Royal Commission update

AUSTRALIA
Lexology

BLM

Paula Jefferson

Australia August 24 2017

In the past six months the Royal Commission has continued its work as it nears its end date and final report (due in December). As ever many of the recommendations it makes are not specific to Australia but are of wider application and remit and worthy of consideration for good safeguarding practice and procedure elsewhere in the world including recommendations for reform to criminal justice, reporting abuse disclosed during the seal of the confessional and the misconceptions about memory which impact upon the responses to disclosure.

The most recent publications have included the following:

Research reports

Carer recruitment – 40% of those people who gave their evidence in private sessions (the equivalent of the IICSA truth project) reported abuse in out-of-home care. This report, titled ‘A national comparison of carer screening, assessment, selection and training and support in foster care, kinship and residential care’, highlighted difficulties in attracting and retaining foster carers, that there is only a limited pool of residential care workers and that high staff turnover are all barriers to the provision of high quality out-of-home care which is important to prevent child sexual abuse. The report also found that foster carers required more training on the sexual exploitation of young people in care.

Regulatory bodies – although the bodies considered in the report ‘Oversight and regulatory mechanisms aimed at protecting children from sexual abuse: Understanding current evidence of efficacy’, are specific to Australia there are parallels in the conclusions to the concerns which have been raised in the past in the UK about such organisations as the CQC.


Please begin with the line containing "What elements are" and reproduce each line exactly until the records below end, without any pictures.
════════
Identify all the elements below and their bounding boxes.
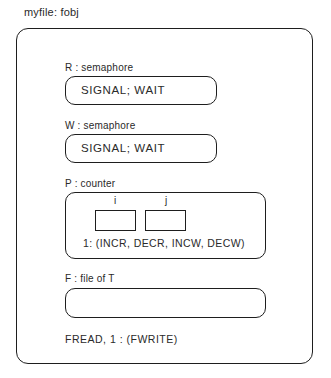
field-i-box	[95, 210, 136, 231]
file-operations: FREAD, 1 : (FWRITE)	[65, 333, 178, 345]
field-j-box	[145, 210, 186, 231]
w-semaphore-label: W : semaphore	[65, 120, 135, 131]
r-semaphore-ops: SIGNAL; WAIT	[81, 84, 165, 96]
r-semaphore-label: R : semaphore	[65, 62, 133, 73]
r-semaphore-box: SIGNAL; WAIT	[65, 76, 217, 105]
field-j-label: j	[165, 195, 167, 206]
w-semaphore-box: SIGNAL; WAIT	[65, 134, 217, 163]
p-counter-label: P : counter	[65, 178, 115, 189]
object-title: myfile: fobj	[24, 6, 79, 18]
f-file-label: F : file of T	[65, 273, 115, 284]
w-semaphore-ops: SIGNAL; WAIT	[81, 142, 165, 154]
field-i-label: i	[114, 195, 116, 206]
p-counter-box: i j 1: (INCR, DECR, INCW, DECW)	[65, 192, 266, 259]
p-counter-ops: 1: (INCR, DECR, INCW, DECW)	[83, 237, 245, 249]
f-file-box	[65, 288, 266, 318]
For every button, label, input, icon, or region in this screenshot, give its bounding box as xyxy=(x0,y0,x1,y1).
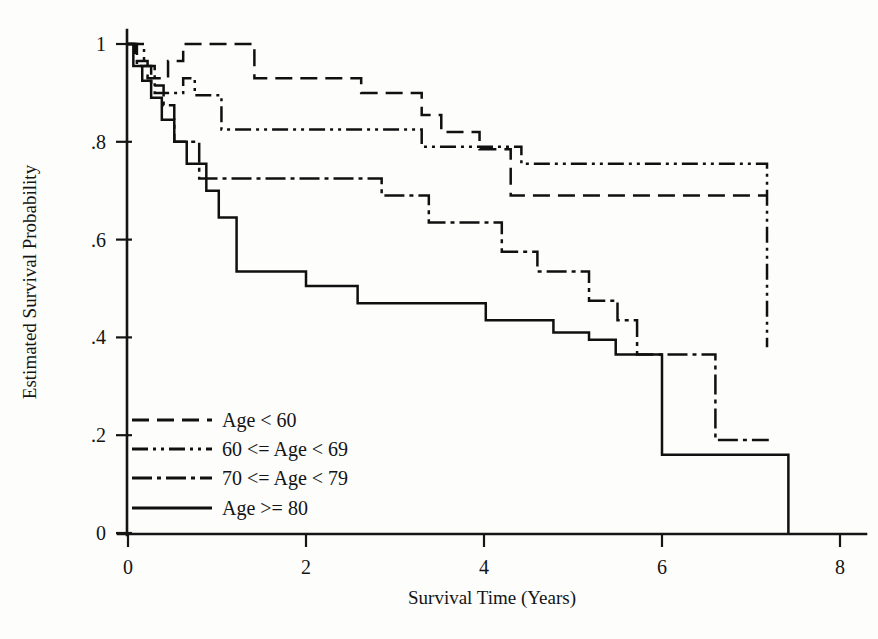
x-tick-label: 8 xyxy=(835,556,845,578)
x-axis-ticks: 02468 xyxy=(123,534,845,578)
legend-label-1: Age < 60 xyxy=(222,409,297,432)
legend-label-4: Age >= 80 xyxy=(222,497,308,520)
legend-label-3: 70 <= Age < 79 xyxy=(222,467,348,490)
survival-curve-1 xyxy=(128,44,767,196)
y-tick-label: 0 xyxy=(96,522,106,544)
x-axis-title: Survival Time (Years) xyxy=(408,587,576,609)
x-tick-label: 2 xyxy=(301,556,311,578)
legend-label-2: 60 <= Age < 69 xyxy=(222,438,348,461)
x-tick-label: 6 xyxy=(657,556,667,578)
y-axis-title: Estimated Survival Probability xyxy=(19,164,40,399)
x-tick-label: 0 xyxy=(123,556,133,578)
y-tick-label: .6 xyxy=(91,229,106,251)
survival-chart-figure: 02468 0.2.4.6.81 Age < 6060 <= Age < 697… xyxy=(0,0,878,639)
y-tick-label: .4 xyxy=(91,326,106,348)
survival-curve-3 xyxy=(128,44,769,440)
x-tick-label: 4 xyxy=(479,556,489,578)
legend: Age < 6060 <= Age < 6970 <= Age < 79Age … xyxy=(132,409,348,520)
chart-canvas: 02468 0.2.4.6.81 Age < 6060 <= Age < 697… xyxy=(0,0,878,639)
y-tick-label: .2 xyxy=(91,424,106,446)
y-tick-label: .8 xyxy=(91,131,106,153)
y-tick-label: 1 xyxy=(96,33,106,55)
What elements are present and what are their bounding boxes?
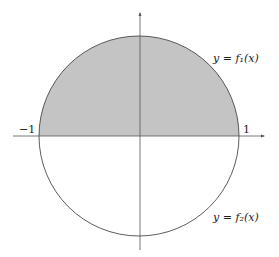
- x-axis-arrow-icon: [261, 135, 265, 138]
- x-right-tick-label: 1: [243, 123, 250, 136]
- shaded-upper-half: [39, 36, 239, 136]
- upper-curve-label: y = f₁(x): [212, 52, 259, 65]
- diagram-canvas: y = f₁(x) y = f₂(x) −1 1: [0, 0, 279, 257]
- lower-curve-label: y = f₂(x): [212, 211, 259, 224]
- x-left-tick-label: −1: [19, 123, 35, 136]
- y-axis-arrow-icon: [139, 12, 142, 16]
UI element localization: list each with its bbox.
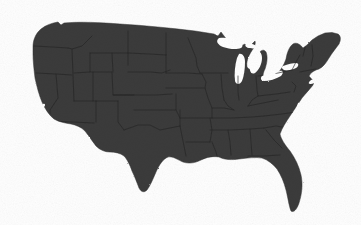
map-grain-texture — [0, 0, 361, 225]
us-map-svg — [0, 0, 361, 225]
us-map-figure — [0, 0, 361, 225]
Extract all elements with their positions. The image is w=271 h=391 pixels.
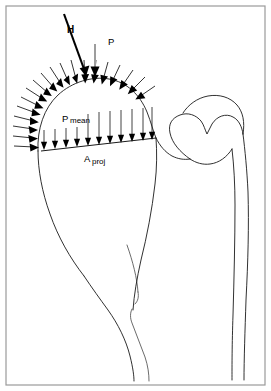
════════
▸ SOLUTION TO THE EXERCISE:
What elements are present and what are their bounding boxes?
- x-axis-arrow-icon: [261, 135, 265, 138]
- x-right-tick-label: 1: [243, 123, 250, 136]
- shaded-upper-half: [39, 36, 239, 136]
- upper-curve-label: y = f₁(x): [212, 52, 259, 65]
- diagram-canvas: y = f₁(x) y = f₂(x) −1 1: [0, 0, 279, 257]
- lower-curve-label: y = f₂(x): [212, 211, 259, 224]
- x-left-tick-label: −1: [19, 123, 35, 136]
- y-axis-arrow-icon: [139, 12, 142, 16]
UI element localization: list each with its bbox.
map-grain-texture — [0, 0, 361, 225]
us-map-svg — [0, 0, 361, 225]
us-map-figure — [0, 0, 361, 225]
Extract all elements with their positions. The image is w=271 h=391 pixels.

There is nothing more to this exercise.